• _Task requirements_: Transcribe the line holding "The width and" together with every line after it, through the end of the records, exactly and with no pictures.

• _Source data_:
#####

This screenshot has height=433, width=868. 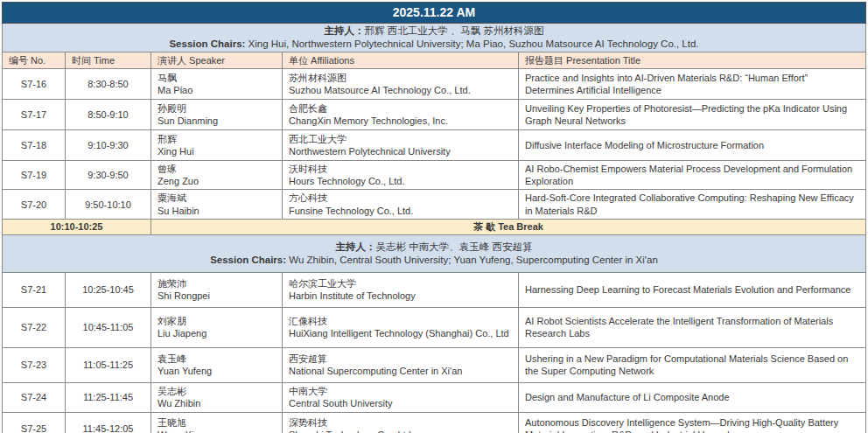 I want to click on speaker-cell: 王晓旭Wang Xiaoxu, so click(x=217, y=423).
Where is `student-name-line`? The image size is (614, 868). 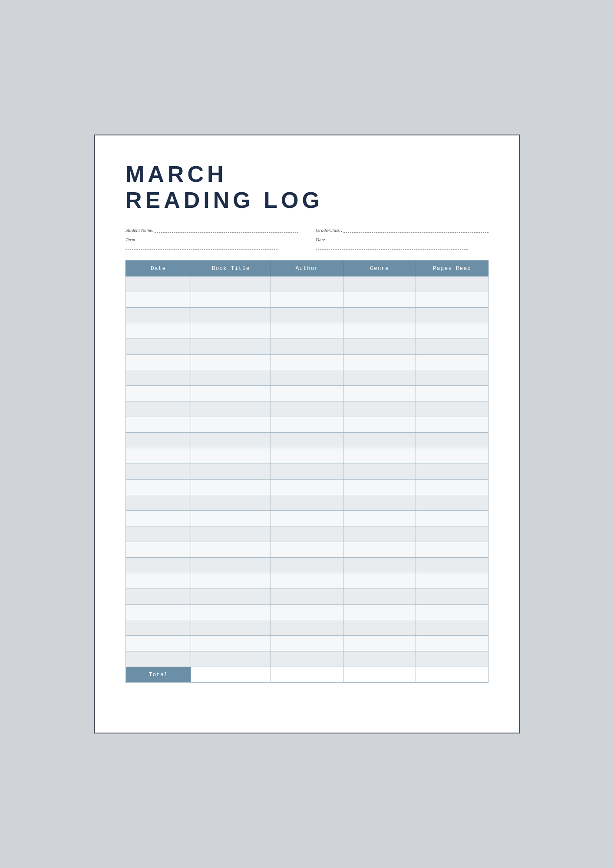
student-name-line is located at coordinates (227, 230).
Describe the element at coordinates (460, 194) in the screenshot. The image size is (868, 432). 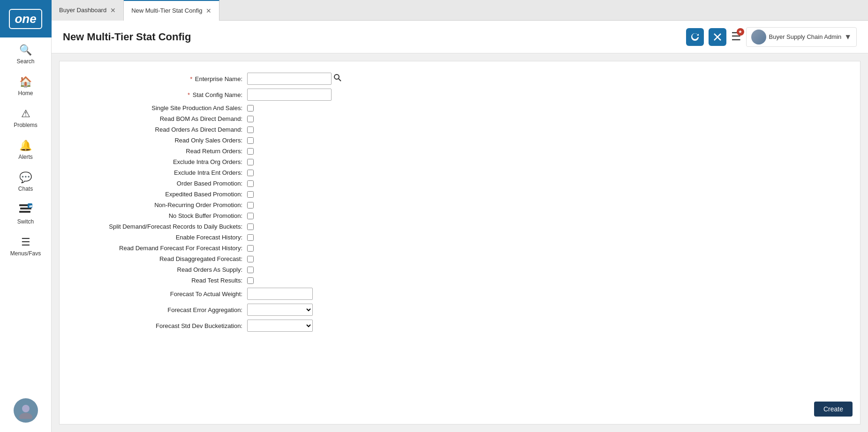
I see `field-expedited-based-promo: Expedited Based Promotion:` at that location.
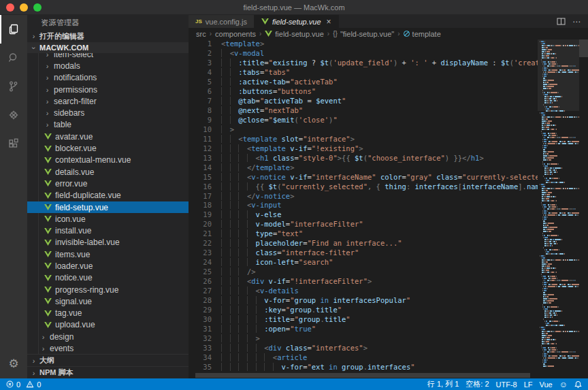  What do you see at coordinates (388, 368) in the screenshot?
I see `code-line: 35 v-for="ext in group.interfaces"` at bounding box center [388, 368].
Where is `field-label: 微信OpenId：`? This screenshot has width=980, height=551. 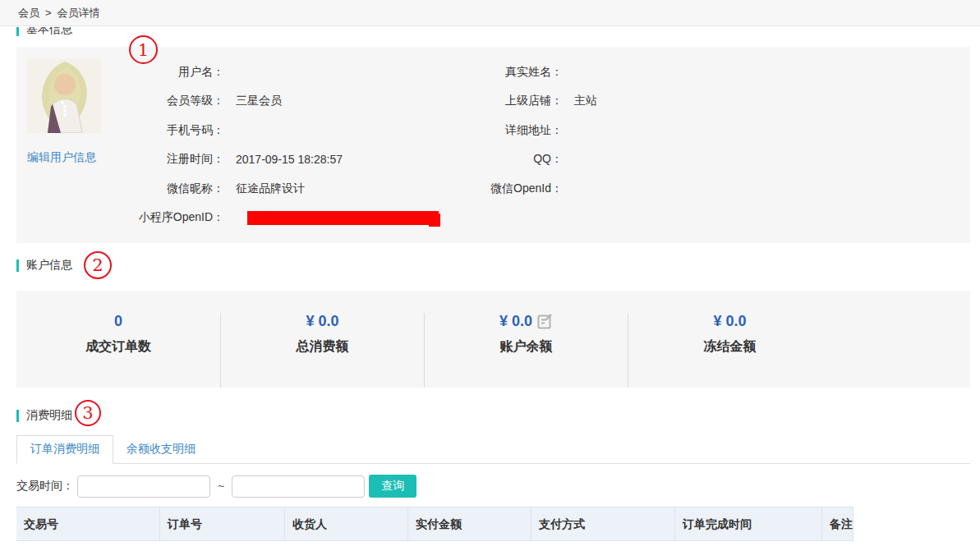 field-label: 微信OpenId： is located at coordinates (511, 189).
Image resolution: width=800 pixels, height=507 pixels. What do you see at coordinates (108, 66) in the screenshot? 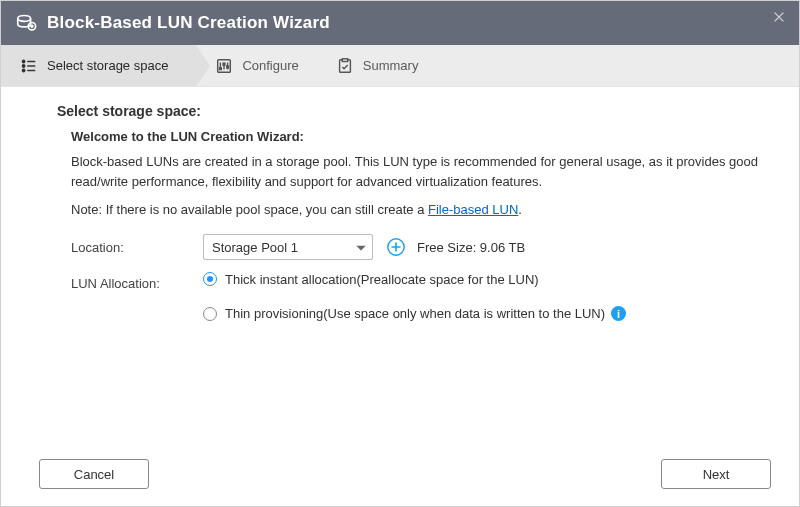
I see `step-label: Select storage space` at bounding box center [108, 66].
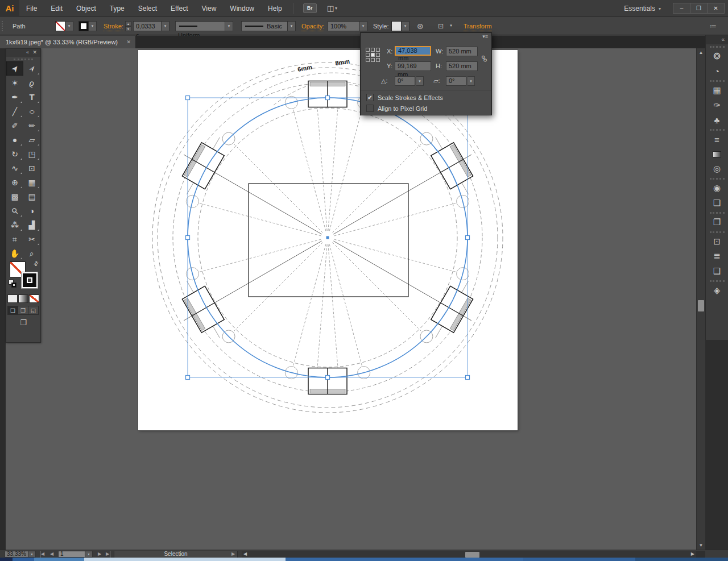  I want to click on shape-builder-tool: ⊕, so click(15, 182).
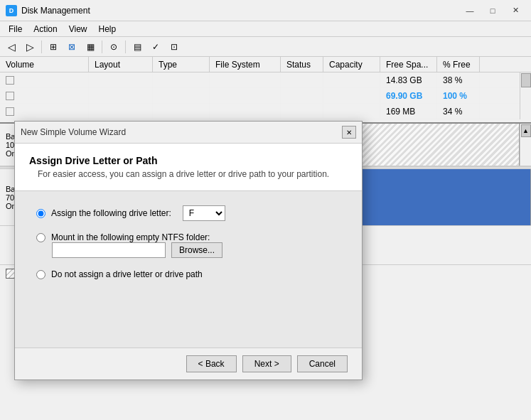 The height and width of the screenshot is (420, 531). I want to click on row2-fs, so click(245, 95).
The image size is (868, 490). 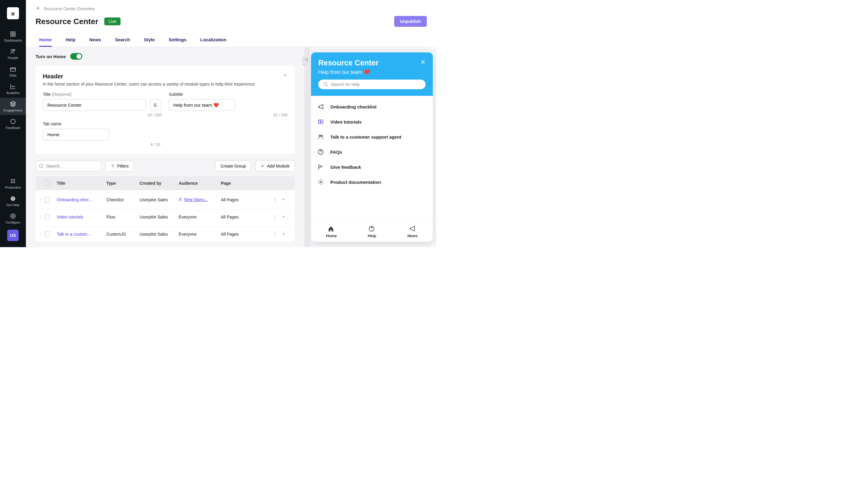 I want to click on data-icon, so click(x=13, y=69).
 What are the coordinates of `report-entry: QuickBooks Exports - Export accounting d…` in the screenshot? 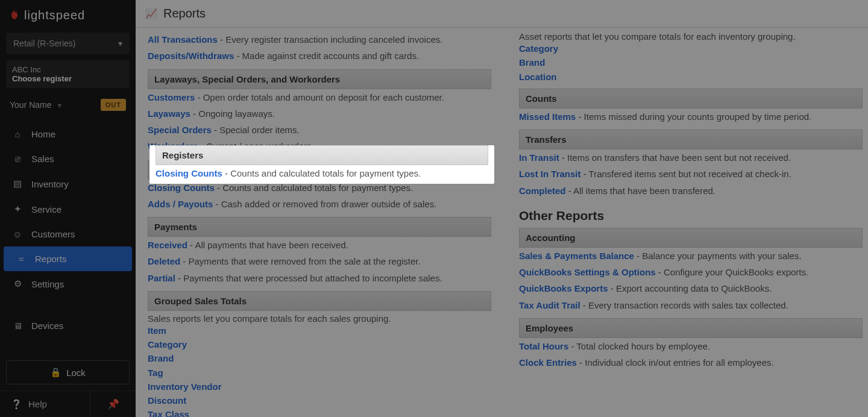 It's located at (691, 288).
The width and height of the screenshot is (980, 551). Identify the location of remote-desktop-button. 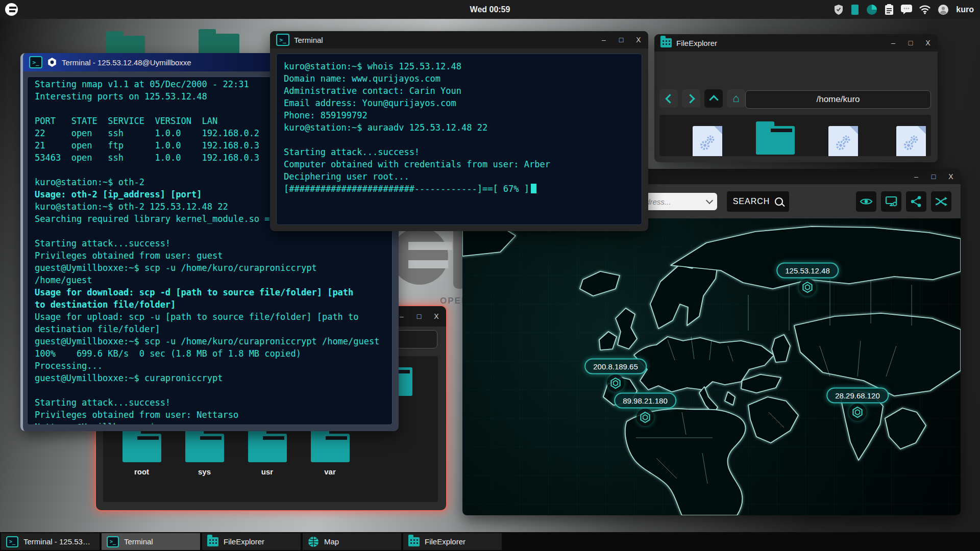
(891, 202).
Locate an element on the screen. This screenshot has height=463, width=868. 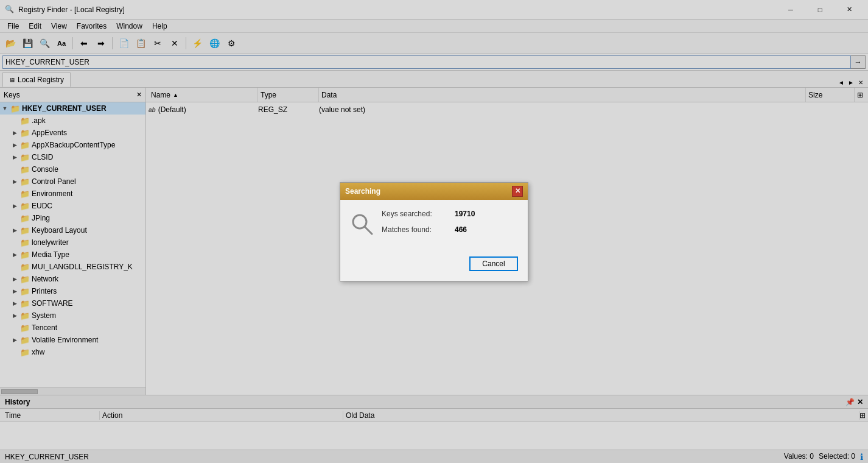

#####

• _Solution_:
The width and height of the screenshot is (980, 551). Identify the location of remote-desktop-button. 
(891, 202).
Locate an element on the screen. This screenshot has height=463, width=868. 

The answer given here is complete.